Helio wrote:quizivex wrote:I struggled to follow the meanings behind the past few posts, but now I agree with secander2!
secander2! wrote:The fact that people who can hardly even understand english are able to make a 990 proves that these resources have no effect whatsoever on exam scores.Wow, this quote says it all. In fact, I remember hearing an admin at my ugrad school talking about Chinese students cheating on the general GRE. He said something along the lines of, "In their culture, memorizing all the questions and answers is simply how one prepares for an exam." I didn't believe him at first, but for bencpp to blatantly use the words "illegal" and "not cheating" in the same sentence, apparently it is true. garden must be disappointed.bencpp wrote:Using illegal resources, such as the problems offered by the former testers, is not cheating. Using such resources is for preparation...

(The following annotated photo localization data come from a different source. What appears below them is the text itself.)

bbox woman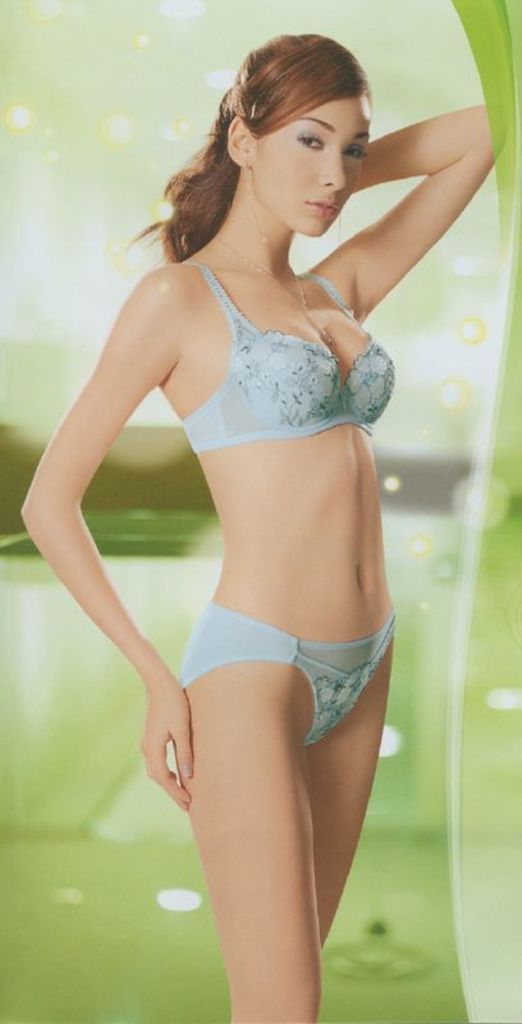
pyautogui.locateOnScreen(26, 0, 463, 1023)
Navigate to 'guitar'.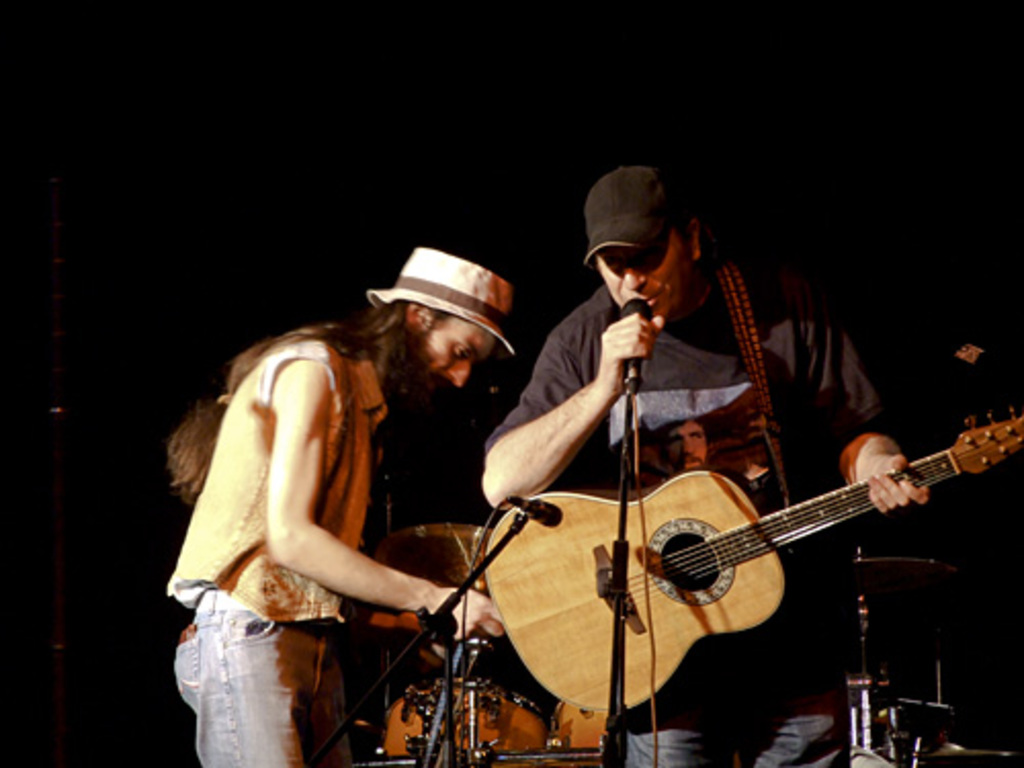
Navigation target: 483,401,1022,709.
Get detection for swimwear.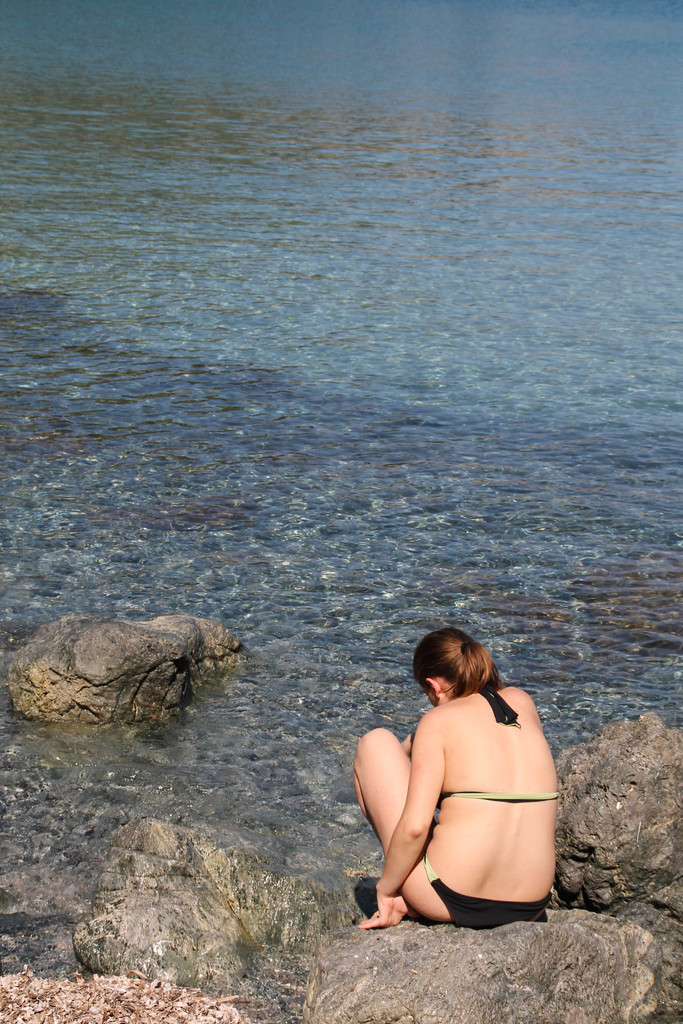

Now if someone finds a set of "practice problems" and doesn't realize they were official problems, you can argue it's not his fault. But in fact, a teacher at my high school got in big trouble for just that... he found a page of calc AP problems laying around. He assumed they were from one of the many previous released exams, and decided to use them in a mock AP exam he gives to his class each year. One student noticed later that year that his official test had some of the same problems on it, and he reported it to ETS. ETS got in a huge uproar and initiated a lawsuit against the teacher and the school, arguing that it took millions of dollars in resources to make those problems and now they can't use them anymore... It took a whole year to resolve, and he only ended up losing $10K, but he was quite depressed for that year. While what he did was innocent, and maybe it wasn't his fault, but legally, copywright infringement doesn't take "intent" into account.